H.264 Export from After Effects is Washed Out: How to fix your exported videos to (more closely) match the original.

posted 2014-Jan-10

The Problem

I capture a video using Fraps. It produces a many-gigabytes AVI movie. I load the AVI into Adobe After Effects (at which point the colors match what was on screen exactly). Then I export the video to H.264 so I can get good quality, small file size, and a format that works well on YouTube. When I open it in QuickTime Player, or VLC Media Player, the colors appear massively washed out. The darks are too bright, the saturation is too low.

(Windows Media Player on the other hand is a dark horse, displaying the correct brightness but over-saturating the result.)

Here is a side-by-side picture of (a piece of) the After Effects project, and the result in QuickTime Player, VLC Media Player, and Windows Media Player, followed by the HSV values for the background color in each:

AE QT VLC WMP
hue:180
sat:17%
val:14%
hue:180
sat:12%
val:23%
hue:180
sat:13%
val:18%
hue:187
sat:22%
val:14%

The Solution (works for me)

The only fix that I found worked for me was:

  1. Turn off color management. It does not matter if you do this by having no Color Working Space and export as pure RGB, or if you set your color space to sRGB and export as sRGB. As long as the working space and export color space are the same, you should be good to go.

  2. In the After Effects Project Settings dialog (under the File menu) turn on the checkbox for “Match Legacy After Effects QuickTime Gamma Adjustments”. This is the most important step to perform in After Effects:

  3. Export your H.264 video using the settings you like, with the Color for your Video Output set to “Premultiplied (Matted)” and with Color Management off (same working space as your project):

  4. Open the .mp4 in QuickTime Player.

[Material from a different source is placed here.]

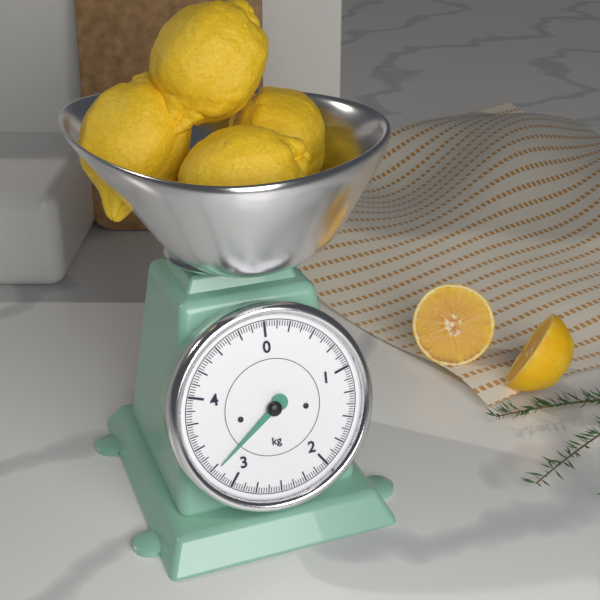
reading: 3.225 kg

So far you will see NO change in your color.

  5. Under the Window menu in QuickTime Player choose “Show Movie Properties”. (You need to purchase QuickTime Pro (for about $30) for the next step.)

  6. In the dialog that shows up, select the Video Track, go to the Visual Settings tab, and change the Transparency setting to “Straight Alpha”. At this point you should see the colors change and get better!

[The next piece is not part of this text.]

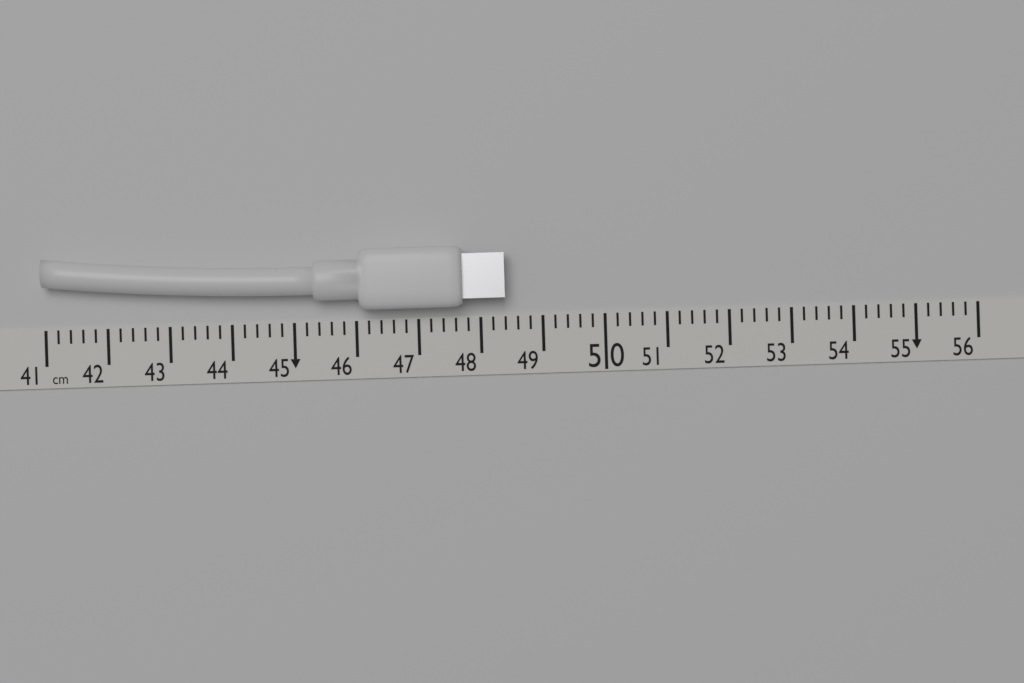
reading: 48.4 cm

  7. You should probably also check the “High Quality” checkbox (of course you want that!), though exactly what it does is not clear.

  8. Close the Movie Properties dialog, and save your movie as a new (self-contained) file. The results are not perfect, but much, much closer.

AE QT VLC WMP
hue:180
sat:17%
val:14%
hue:192
sat:22%
val:18%
hue:180
sat:13%
val:18%
hue:187
sat:22%
val:14%

I wish the colors were exactly correct. If you have more information on how to get better results, please add a comment below, or email me (see “contact” above).

Alternative (Additional) Help

If you are using an NVIDIA graphics card on Windows, there is another possible solution for washed-out videos. In the NVIDIA Control Panel, go to Video Adjust video color settings and for each monitor you have (I happen to have four) select the display, and then change How do you make color adjustments? to With the NVIDIA settings and then in the Advanced tab change the Dynamic range from Limited (16-235) to Full (0-255). Voila! H.264 videos are no longer washed out in your videos, on every video player.

Screenshot of the NVIDIA control panel, showing the steps described above

There is, apparently, an equivalent fix for ATI drivers (which requires modifying the Windows registry).

Non-Solutions

I tried a lot of different settings to fix this problem. The following do not work:

Shella
05:46AM ET
2018-Mar-23

Whenever I export my videos, its originality being washup but your method really work for me to preserve the originality of my export videos, I also try to take help with https://babasupport.org/microsoft/windows-media-player-service/368 which give me perfect solution but the last step is missing, which I found from your site.

Shella
05:48AM ET
2018-Mar-23

Whenever I export my videos, its originality being washup but your method really work for me to preserve the originality of my export videos, I also try to take help with Windows Media Player Service which give me perfect solution but the last step is missing, which I found from your site.